I don't expect the four Thursday Pac-12 games to air anywhere outside of ESPN.  I wouldn't expect FOX to air them, nor F/X, because Thursday is a night for them to air series-based programming.  I also don't expect ESPN to do Thursday night doubleheaders, nor any of the games on ESPN2.  So that would seem to leave the Thursday night schedule looking like this:
          
8/30 South Carolina at Vanderbilt
9/6 Big East or Big 12
9/13 Big East or Big 12
9/20 Big East or Big 12
9/27 Stanford at Washington
10/4 USC at Utah
10/11 Arizona St. at Colorado
10/18 Oregon at Arizona St.
10/25 Clemson at Wake Forest
11/1 Virginia Tech at Miami (FL)
11/8 Florida St. at Virginia Tech
11/15 North Carolina at Virginia
11/22 Big East or Big 12
11/29 Big East or Big 12

The Big 12, while not directly contracted with ESPN for football, has had games sublicensed from FOX Sports.  The new Big 12 television contract allows for up to three Thursday night games and continues to allow FOX to sublicense games to other national cable outlets.  Rumors are out there that TCU-Texas will be moved to Thanksgiving.  In the previous contract, the Texas A&M-Texas game could air on ESPN but it would be part of ABC's count of Big 12 telecasts and not a sublicensed game.  No word if TCU-Texas will get the same treatment.

The Big East schedule could be released any day now that Temple has been added.  Temple does need to find a 12th game.  They will have four Big East home games (Syracuse, Cincinnati, Rutgers, USF) plus Maryland and Villanova coming to the Linc, so they could afford a road game if they desire.  Three teams can take advantage of the 13th game if they desire to (Hawai'i, Nevada, Boise St.).  A game in Boise would be a single game since Boise St. is joining the Big East in 2013.  Cincinnati also needs a 12th game, but I wouldn't expect Temple to fill that spot.

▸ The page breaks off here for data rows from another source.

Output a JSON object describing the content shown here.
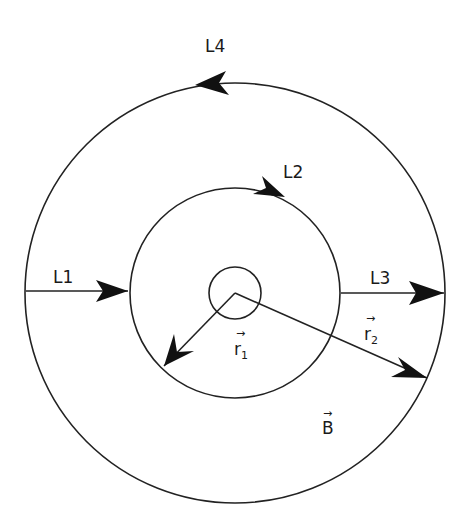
{
  "diagram": {
    "type": "concentric-circles-ampere-loops",
    "center": [
      235,
      293
    ],
    "circles": [
      {
        "name": "small-core-circle",
        "r": 26
      },
      {
        "name": "inner-circle",
        "r": 105
      },
      {
        "name": "outer-circle",
        "r": 210
      }
    ],
    "labels": {
      "L1": "L1",
      "L2": "L2",
      "L3": "L3",
      "L4": "L4",
      "r1_main": "r",
      "r1_sub": "1",
      "r2_main": "r",
      "r2_sub": "2",
      "B": "B",
      "vector_arrow": "→"
    },
    "paths": {
      "L1": "horizontal segment from outer circle (left) to inner circle, arrow pointing right",
      "L2": "arc along inner circle near top, arrow clockwise",
      "L3": "horizontal segment from inner circle (right) to outer circle, arrow pointing right",
      "L4": "arc along outer circle at top, arrow counter-clockwise",
      "r1": "vector from center to inner circle, lower-left direction",
      "r2": "vector from center to outer circle, lower-right direction"
    },
    "colors": {
      "stroke": "#222222",
      "arrow": "#111111",
      "background": "#ffffff"
    }
  }
}
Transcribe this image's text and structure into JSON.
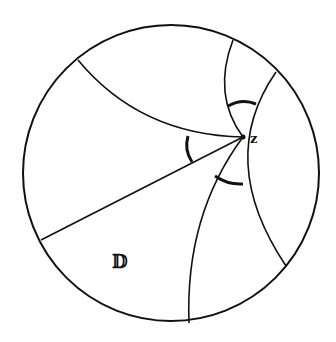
{
  "diagram": {
    "disk_label": "𝔻",
    "point_label": "z",
    "colors": {
      "stroke": "#111111",
      "background": "#ffffff"
    },
    "disk": {
      "cx": 171,
      "cy": 173,
      "r": 148
    },
    "point": {
      "x": 243,
      "y": 137
    },
    "geodesics": [
      {
        "name": "upper-left-arc",
        "from": [
          78,
          60
        ],
        "to": [
          243,
          137
        ]
      },
      {
        "name": "diameter-segment",
        "from": [
          243,
          137
        ],
        "to": [
          41,
          240
        ]
      },
      {
        "name": "lower-arc",
        "from": [
          243,
          137
        ],
        "to": [
          189,
          323
        ]
      },
      {
        "name": "top-small-arc",
        "from": [
          233,
          40
        ],
        "to": [
          243,
          137
        ]
      },
      {
        "name": "right-arc",
        "from": [
          276,
          72
        ],
        "to": [
          286,
          266
        ]
      }
    ],
    "angle_marks": 3
  }
}
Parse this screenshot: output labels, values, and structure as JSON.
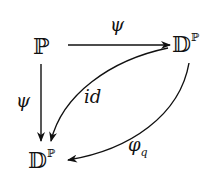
{
  "diagram": {
    "type": "commutative-diagram",
    "nodes": {
      "top_left": {
        "base": "ℙ",
        "sup": ""
      },
      "top_right": {
        "base": "𝔻",
        "sup": "ℙ"
      },
      "bottom_left": {
        "base": "𝔻",
        "sup": "ℙ"
      }
    },
    "arrows": {
      "top": {
        "from": "top_left",
        "to": "top_right",
        "label": "ψ",
        "sub": ""
      },
      "left": {
        "from": "top_left",
        "to": "bottom_left",
        "label": "ψ",
        "sub": ""
      },
      "id_curve": {
        "from": "top_right",
        "to": "bottom_left",
        "label": "id",
        "sub": ""
      },
      "phi_curve": {
        "from": "top_right",
        "to": "bottom_left",
        "label": "φ",
        "sub": "q"
      }
    }
  }
}
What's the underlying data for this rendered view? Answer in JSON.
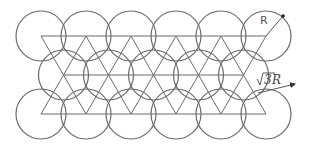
{
  "diagram": {
    "radius_px": 25,
    "spacing_px": 45,
    "row_height_px": 39,
    "rows": [
      {
        "name": "top",
        "y": 36,
        "centers_x": [
          41,
          86,
          131,
          176,
          221,
          266
        ]
      },
      {
        "name": "middle",
        "y": 75,
        "centers_x": [
          63.5,
          108.5,
          153.5,
          198.5,
          243.5
        ]
      },
      {
        "name": "bottom",
        "y": 114,
        "centers_x": [
          41,
          86,
          131,
          176,
          221,
          266
        ]
      }
    ],
    "labels": {
      "radius": "R",
      "distance": "√3R",
      "distance_radicand": "3",
      "distance_suffix": "R"
    },
    "radius_line": {
      "x1": 266,
      "y1": 36,
      "x2": 283,
      "y2": 16
    },
    "distance_arrow": {
      "x1": 258,
      "y1": 93,
      "x2": 295,
      "y2": 84
    },
    "colors": {
      "stroke": "#6b6b6b",
      "text": "#555555",
      "background": "#ffffff"
    }
  }
}
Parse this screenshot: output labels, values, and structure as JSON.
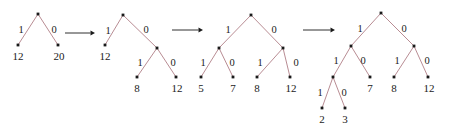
{
  "figure": {
    "caption": "",
    "edge_color": "#b07f87",
    "node_color": "#1a1a1a",
    "arrow_color": "#1a1a1a",
    "background": "#ffffff"
  },
  "trees": [
    {
      "name": "tree-1",
      "nodes": [
        {
          "id": "r",
          "x": 38,
          "y": 14,
          "type": "internal"
        },
        {
          "id": "l",
          "x": 18,
          "y": 45,
          "type": "leaf",
          "value": "12",
          "vx": 18,
          "vy": 56
        },
        {
          "id": "rr",
          "x": 58,
          "y": 45,
          "type": "leaf",
          "value": "20",
          "vx": 59,
          "vy": 56
        }
      ],
      "edges": [
        {
          "from": "r",
          "to": "l",
          "label": "1",
          "lx": 21,
          "ly": 30
        },
        {
          "from": "r",
          "to": "rr",
          "label": "0",
          "lx": 54,
          "ly": 30
        }
      ]
    },
    {
      "name": "tree-2",
      "nodes": [
        {
          "id": "r",
          "x": 123,
          "y": 15,
          "type": "internal"
        },
        {
          "id": "a",
          "x": 105,
          "y": 45,
          "type": "leaf",
          "value": "12",
          "vx": 105,
          "vy": 56
        },
        {
          "id": "b",
          "x": 157,
          "y": 48,
          "type": "internal"
        },
        {
          "id": "c",
          "x": 137,
          "y": 77,
          "type": "leaf",
          "value": "8",
          "vx": 137,
          "vy": 88
        },
        {
          "id": "d",
          "x": 176,
          "y": 77,
          "type": "leaf",
          "value": "12",
          "vx": 177,
          "vy": 88
        }
      ],
      "edges": [
        {
          "from": "r",
          "to": "a",
          "label": "1",
          "lx": 108,
          "ly": 31
        },
        {
          "from": "r",
          "to": "b",
          "label": "0",
          "lx": 146,
          "ly": 30
        },
        {
          "from": "b",
          "to": "c",
          "label": "1",
          "lx": 140,
          "ly": 63
        },
        {
          "from": "b",
          "to": "d",
          "label": "0",
          "lx": 173,
          "ly": 63
        }
      ]
    },
    {
      "name": "tree-3",
      "nodes": [
        {
          "id": "r",
          "x": 251,
          "y": 15,
          "type": "internal"
        },
        {
          "id": "a",
          "x": 219,
          "y": 48,
          "type": "internal"
        },
        {
          "id": "b",
          "x": 283,
          "y": 48,
          "type": "internal"
        },
        {
          "id": "c",
          "x": 201,
          "y": 77,
          "type": "leaf",
          "value": "5",
          "vx": 201,
          "vy": 88
        },
        {
          "id": "d",
          "x": 233,
          "y": 77,
          "type": "leaf",
          "value": "7",
          "vx": 233,
          "vy": 88
        },
        {
          "id": "e",
          "x": 257,
          "y": 77,
          "type": "leaf",
          "value": "8",
          "vx": 257,
          "vy": 88
        },
        {
          "id": "f",
          "x": 290,
          "y": 77,
          "type": "leaf",
          "value": "12",
          "vx": 291,
          "vy": 88
        }
      ],
      "edges": [
        {
          "from": "r",
          "to": "a",
          "label": "1",
          "lx": 228,
          "ly": 30
        },
        {
          "from": "r",
          "to": "b",
          "label": "0",
          "lx": 274,
          "ly": 30
        },
        {
          "from": "a",
          "to": "c",
          "label": "1",
          "lx": 203,
          "ly": 63
        },
        {
          "from": "a",
          "to": "d",
          "label": "0",
          "lx": 232,
          "ly": 63
        },
        {
          "from": "b",
          "to": "e",
          "label": "1",
          "lx": 260,
          "ly": 63
        },
        {
          "from": "b",
          "to": "f",
          "label": "0",
          "lx": 296,
          "ly": 63
        }
      ]
    },
    {
      "name": "tree-4",
      "nodes": [
        {
          "id": "r",
          "x": 381,
          "y": 13,
          "type": "internal"
        },
        {
          "id": "a",
          "x": 351,
          "y": 46,
          "type": "internal"
        },
        {
          "id": "b",
          "x": 414,
          "y": 46,
          "type": "internal"
        },
        {
          "id": "c",
          "x": 333,
          "y": 77,
          "type": "internal"
        },
        {
          "id": "d",
          "x": 370,
          "y": 77,
          "type": "leaf",
          "value": "7",
          "vx": 370,
          "vy": 88
        },
        {
          "id": "e",
          "x": 394,
          "y": 77,
          "type": "leaf",
          "value": "8",
          "vx": 394,
          "vy": 88
        },
        {
          "id": "f",
          "x": 428,
          "y": 77,
          "type": "leaf",
          "value": "12",
          "vx": 429,
          "vy": 88
        },
        {
          "id": "g",
          "x": 322,
          "y": 108,
          "type": "leaf",
          "value": "2",
          "vx": 322,
          "vy": 119
        },
        {
          "id": "h",
          "x": 345,
          "y": 108,
          "type": "leaf",
          "value": "3",
          "vx": 345,
          "vy": 119
        }
      ],
      "edges": [
        {
          "from": "r",
          "to": "a",
          "label": "1",
          "lx": 360,
          "ly": 29
        },
        {
          "from": "r",
          "to": "b",
          "label": "0",
          "lx": 404,
          "ly": 29
        },
        {
          "from": "a",
          "to": "c",
          "label": "1",
          "lx": 336,
          "ly": 61
        },
        {
          "from": "a",
          "to": "d",
          "label": "0",
          "lx": 363,
          "ly": 61
        },
        {
          "from": "b",
          "to": "e",
          "label": "1",
          "lx": 397,
          "ly": 61
        },
        {
          "from": "b",
          "to": "f",
          "label": "0",
          "lx": 427,
          "ly": 61
        },
        {
          "from": "c",
          "to": "g",
          "label": "1",
          "lx": 320,
          "ly": 93
        },
        {
          "from": "c",
          "to": "h",
          "label": "0",
          "lx": 344,
          "ly": 93
        }
      ]
    }
  ],
  "arrows": [
    {
      "name": "arrow-1",
      "x1": 65,
      "y1": 33,
      "x2": 95,
      "y2": 33
    },
    {
      "name": "arrow-2",
      "x1": 172,
      "y1": 30,
      "x2": 203,
      "y2": 30
    },
    {
      "name": "arrow-3",
      "x1": 303,
      "y1": 30,
      "x2": 335,
      "y2": 30
    }
  ]
}
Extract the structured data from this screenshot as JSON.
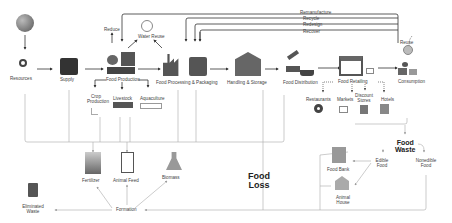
{
  "diagram": {
    "title_nodes": {
      "food_loss": "Food\nLoss",
      "food_waste": "Food\nWaste"
    },
    "main_chain": [
      {
        "id": "resources",
        "label": "Resources"
      },
      {
        "id": "supply",
        "label": "Supply"
      },
      {
        "id": "food_production",
        "label": "Food Production"
      },
      {
        "id": "food_processing",
        "label": "Food Processing & Packaging"
      },
      {
        "id": "handling_storage",
        "label": "Handling & Storage"
      },
      {
        "id": "food_distribution",
        "label": "Food Distribution"
      },
      {
        "id": "food_retailing",
        "label": "Food Retailing"
      },
      {
        "id": "consumption",
        "label": "Consumption"
      }
    ],
    "production_branches": [
      "Crop Production",
      "Livestock",
      "Aquaculture"
    ],
    "production_top": {
      "reduce": "Reduce",
      "water_reuse": "Water Reuse"
    },
    "feedback_loops": [
      "Remanufacture",
      "Recycle",
      "Redesign",
      "Recover"
    ],
    "consumption_loop": "Reuse",
    "retail_branches": [
      "Restaurants",
      "Markets",
      "Discount Stores",
      "Hotels"
    ],
    "recovery_products": [
      "Fertilizer",
      "Animal Feed",
      "Biomass"
    ],
    "formation": "Formation",
    "eliminated_waste": "Eliminated Waste",
    "food_waste_branches": {
      "edible": "Edible Food",
      "nonedible": "Nonedible Food"
    },
    "edible_destinations": [
      "Food Bank",
      "Animal House"
    ]
  }
}
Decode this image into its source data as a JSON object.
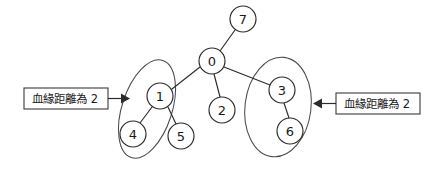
{
  "diagram": {
    "background_color": "#ffffff",
    "stroke_color": "#2b2b2b",
    "nodes": [
      {
        "id": "7",
        "label": "7",
        "cx": 243,
        "cy": 19,
        "r": 13
      },
      {
        "id": "0",
        "label": "0",
        "cx": 212,
        "cy": 61,
        "r": 13
      },
      {
        "id": "1",
        "label": "1",
        "cx": 160,
        "cy": 96,
        "r": 13
      },
      {
        "id": "2",
        "label": "2",
        "cx": 222,
        "cy": 110,
        "r": 13
      },
      {
        "id": "3",
        "label": "3",
        "cx": 282,
        "cy": 90,
        "r": 13
      },
      {
        "id": "4",
        "label": "4",
        "cx": 133,
        "cy": 134,
        "r": 13
      },
      {
        "id": "5",
        "label": "5",
        "cx": 181,
        "cy": 136,
        "r": 13
      },
      {
        "id": "6",
        "label": "6",
        "cx": 290,
        "cy": 131,
        "r": 13
      }
    ],
    "edges": [
      {
        "from": "0",
        "to": "7",
        "name": "edge-0-7"
      },
      {
        "from": "0",
        "to": "1",
        "name": "edge-0-1"
      },
      {
        "from": "0",
        "to": "2",
        "name": "edge-0-2"
      },
      {
        "from": "0",
        "to": "3",
        "name": "edge-0-3"
      },
      {
        "from": "1",
        "to": "4",
        "name": "edge-1-4"
      },
      {
        "from": "1",
        "to": "5",
        "name": "edge-1-5"
      },
      {
        "from": "3",
        "to": "6",
        "name": "edge-3-6"
      }
    ],
    "groups": [
      {
        "name": "group-ellipse-left",
        "members": [
          "1",
          "4"
        ],
        "cx": 147,
        "cy": 109,
        "rx": 25,
        "ry": 51,
        "rotation": 18
      },
      {
        "name": "group-ellipse-right",
        "members": [
          "3",
          "6"
        ],
        "cx": 278,
        "cy": 107,
        "rx": 33,
        "ry": 50,
        "rotation": 7
      }
    ],
    "callouts": [
      {
        "name": "callout-left",
        "text": "血緣距離為 2",
        "box": {
          "x": 24,
          "y": 88,
          "w": 84,
          "h": 21
        },
        "pointer": {
          "x1": 108,
          "y1": 98,
          "x2": 124,
          "y2": 98
        },
        "arrow_direction": "right"
      },
      {
        "name": "callout-right",
        "text": "血緣距離為 2",
        "box": {
          "x": 336,
          "y": 93,
          "w": 84,
          "h": 21
        },
        "pointer": {
          "x1": 336,
          "y1": 103,
          "x2": 313,
          "y2": 103
        },
        "arrow_direction": "left"
      }
    ]
  }
}
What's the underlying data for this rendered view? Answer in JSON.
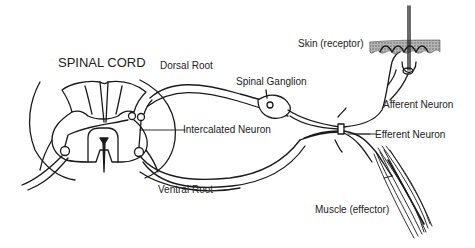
{
  "diagram": {
    "title": "SPINAL CORD",
    "labels": {
      "dorsal_root": "Dorsal Root",
      "spinal_ganglion": "Spinal Ganglion",
      "intercalated_neuron": "Intercalated Neuron",
      "ventral_root": "Ventral Root",
      "skin": "Skin (receptor)",
      "afferent_neuron": "Afferent Neuron",
      "efferent_neuron": "Efferent Neuron",
      "muscle": "Muscle (effector)"
    },
    "colors": {
      "line": "#1a1a1a",
      "skin_fill": "#9a9a9a",
      "background": "#ffffff"
    }
  }
}
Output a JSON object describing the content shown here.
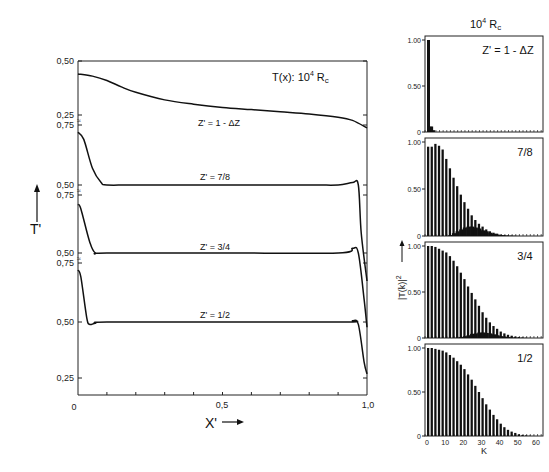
{
  "chart_data": [
    {
      "type": "line",
      "title": "T(x): 10⁴ Rc",
      "xlabel": "X'",
      "ylabel": "T'",
      "xlim": [
        0,
        1.0
      ],
      "x_tick_labels": [
        "0",
        "0,5",
        "1,0"
      ],
      "grid": false,
      "stacked_offsets": true,
      "series": [
        {
          "name": "Z' = 1 - ΔZ",
          "y_axis_ticks": [
            "0.50",
            "0.25"
          ],
          "x": [
            0,
            0.05,
            0.1,
            0.15,
            0.2,
            0.3,
            0.4,
            0.5,
            0.6,
            0.7,
            0.8,
            0.9,
            0.95,
            1.0
          ],
          "y": [
            0.44,
            0.43,
            0.41,
            0.38,
            0.355,
            0.32,
            0.3,
            0.285,
            0.275,
            0.265,
            0.255,
            0.24,
            0.225,
            0.19
          ]
        },
        {
          "name": "Z' = 7/8",
          "y_axis_ticks": [
            "0.75",
            "0.50"
          ],
          "x": [
            0,
            0.02,
            0.05,
            0.08,
            0.1,
            0.2,
            0.5,
            0.8,
            0.9,
            0.95,
            0.97,
            0.98,
            1.0
          ],
          "y": [
            0.72,
            0.69,
            0.57,
            0.51,
            0.5,
            0.5,
            0.5,
            0.5,
            0.5,
            0.51,
            0.5,
            0.3,
            0.1
          ]
        },
        {
          "name": "Z' = 3/4",
          "y_axis_ticks": [
            "0.75",
            "0.50"
          ],
          "x": [
            0,
            0.01,
            0.04,
            0.06,
            0.1,
            0.5,
            0.9,
            0.95,
            0.97,
            0.99,
            1.0
          ],
          "y": [
            0.71,
            0.69,
            0.55,
            0.5,
            0.5,
            0.5,
            0.5,
            0.52,
            0.5,
            0.3,
            0.18
          ]
        },
        {
          "name": "Z' = 1/2",
          "y_axis_ticks": [
            "0.75",
            "0.50",
            "0.25"
          ],
          "x": [
            0,
            0.01,
            0.03,
            0.04,
            0.06,
            0.1,
            0.5,
            0.93,
            0.95,
            0.97,
            0.99,
            1.0
          ],
          "y": [
            0.72,
            0.69,
            0.52,
            0.49,
            0.495,
            0.5,
            0.5,
            0.5,
            0.505,
            0.49,
            0.33,
            0.28
          ]
        }
      ]
    },
    {
      "type": "bar",
      "title": "10⁴ Rc",
      "xlabel": "K",
      "ylabel": "|T(k)|²",
      "xlim": [
        0,
        65
      ],
      "ylim": [
        0,
        1.0
      ],
      "x_tick_labels": [
        "0",
        "10",
        "20",
        "30",
        "40",
        "50",
        "60"
      ],
      "y_tick_labels": [
        "0",
        "0.50",
        "1.00"
      ],
      "panels": [
        {
          "name": "Z' = 1 - ΔZ",
          "k": [
            0,
            1,
            2,
            3
          ],
          "values": [
            1.0,
            0.06,
            0.06,
            0.02
          ],
          "secondary": []
        },
        {
          "name": "7/8",
          "k": [
            0,
            2,
            4,
            6,
            8,
            10,
            12,
            14,
            16,
            18,
            20,
            22,
            24,
            26,
            28,
            30,
            32,
            34,
            36,
            38,
            40,
            42,
            44,
            46,
            48,
            50
          ],
          "values": [
            0.95,
            0.95,
            0.98,
            0.96,
            0.92,
            0.82,
            0.72,
            0.62,
            0.53,
            0.44,
            0.36,
            0.29,
            0.22,
            0.17,
            0.13,
            0.1,
            0.07,
            0.05,
            0.035,
            0.025,
            0.015,
            0.01,
            0.006,
            0.004,
            0.002,
            0.001
          ],
          "secondary": [
            0,
            0,
            0,
            0,
            0,
            0,
            0.01,
            0.03,
            0.05,
            0.07,
            0.09,
            0.1,
            0.1,
            0.09,
            0.08,
            0.06,
            0.05,
            0.035,
            0.025,
            0.015,
            0.01,
            0.005,
            0.003,
            0.002,
            0.001,
            0
          ]
        },
        {
          "name": "3/4",
          "k": [
            0,
            2,
            4,
            6,
            8,
            10,
            12,
            14,
            16,
            18,
            20,
            22,
            24,
            26,
            28,
            30,
            32,
            34,
            36,
            38,
            40,
            42,
            44,
            46,
            48,
            50,
            52,
            54,
            56
          ],
          "values": [
            1.0,
            1.0,
            0.99,
            0.97,
            0.95,
            0.93,
            0.89,
            0.84,
            0.78,
            0.71,
            0.64,
            0.56,
            0.49,
            0.42,
            0.35,
            0.28,
            0.22,
            0.17,
            0.13,
            0.1,
            0.07,
            0.05,
            0.035,
            0.025,
            0.015,
            0.01,
            0.006,
            0.003,
            0.001
          ],
          "secondary": [
            0,
            0,
            0,
            0,
            0,
            0,
            0,
            0,
            0.005,
            0.01,
            0.02,
            0.03,
            0.045,
            0.05,
            0.06,
            0.06,
            0.055,
            0.05,
            0.04,
            0.03,
            0.02,
            0.015,
            0.01,
            0.005,
            0.003,
            0.002,
            0.001,
            0,
            0
          ]
        },
        {
          "name": "1/2",
          "k": [
            0,
            2,
            4,
            6,
            8,
            10,
            12,
            14,
            16,
            18,
            20,
            22,
            24,
            26,
            28,
            30,
            32,
            34,
            36,
            38,
            40,
            42,
            44,
            46,
            48,
            50,
            52,
            54,
            56,
            58
          ],
          "values": [
            1.0,
            1.0,
            0.99,
            0.98,
            0.97,
            0.95,
            0.92,
            0.89,
            0.85,
            0.81,
            0.76,
            0.7,
            0.64,
            0.57,
            0.5,
            0.43,
            0.36,
            0.3,
            0.24,
            0.19,
            0.14,
            0.1,
            0.07,
            0.05,
            0.035,
            0.02,
            0.012,
            0.007,
            0.003,
            0.001
          ],
          "secondary": []
        }
      ]
    }
  ],
  "left_panel": {
    "title": "T(x): 10",
    "title_sup": "4",
    "title_tail": " R",
    "title_sub": "c",
    "y_axis_label": "T'",
    "x_axis_label": "X'",
    "x_ticks": [
      "0",
      "0,5",
      "1,0"
    ],
    "y_ticks": [
      "0,50",
      "0,25",
      "0,75",
      "0,50",
      "0,75",
      "0,50",
      "0,75",
      "0,50",
      "0,25"
    ],
    "curve_labels": [
      "Z' = 1 - ΔZ",
      "Z' = 7/8",
      "Z' = 3/4",
      "Z' = 1/2"
    ],
    "break_mark": "≈"
  },
  "right_panel": {
    "title": "10",
    "title_sup": "4",
    "title_tail": " R",
    "title_sub": "c",
    "y_axis_label": "|T(k)|",
    "y_axis_sup": "2",
    "x_axis_label": "K",
    "x_ticks": [
      "0",
      "10",
      "20",
      "30",
      "40",
      "50",
      "60"
    ],
    "y_ticks": [
      "0",
      "0.50",
      "1.00"
    ],
    "panel_labels": [
      "Z' = 1 - ΔZ",
      "7/8",
      "3/4",
      "1/2"
    ]
  },
  "colors": {
    "ink": "#111111",
    "background": "#ffffff"
  }
}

The Friday schedule is kinda light at this time.  A Big Ten game (Boise St. at Michigan St.) and one WAC game (Utah at Utah St.).  A Pac-12 game (Washington at California) and Utah St. at BYU have also been set as Friday games and I can see both airing on ESPN or ESPN2.  I'm expecting the Big East to play a large role in the Friday schedule, around 5 games.  After that, I suppose its possible that the Big 12 could have games sublicensed from FOX on Fridays (last year they had two). BYU could have a 2nd Friday night game as well.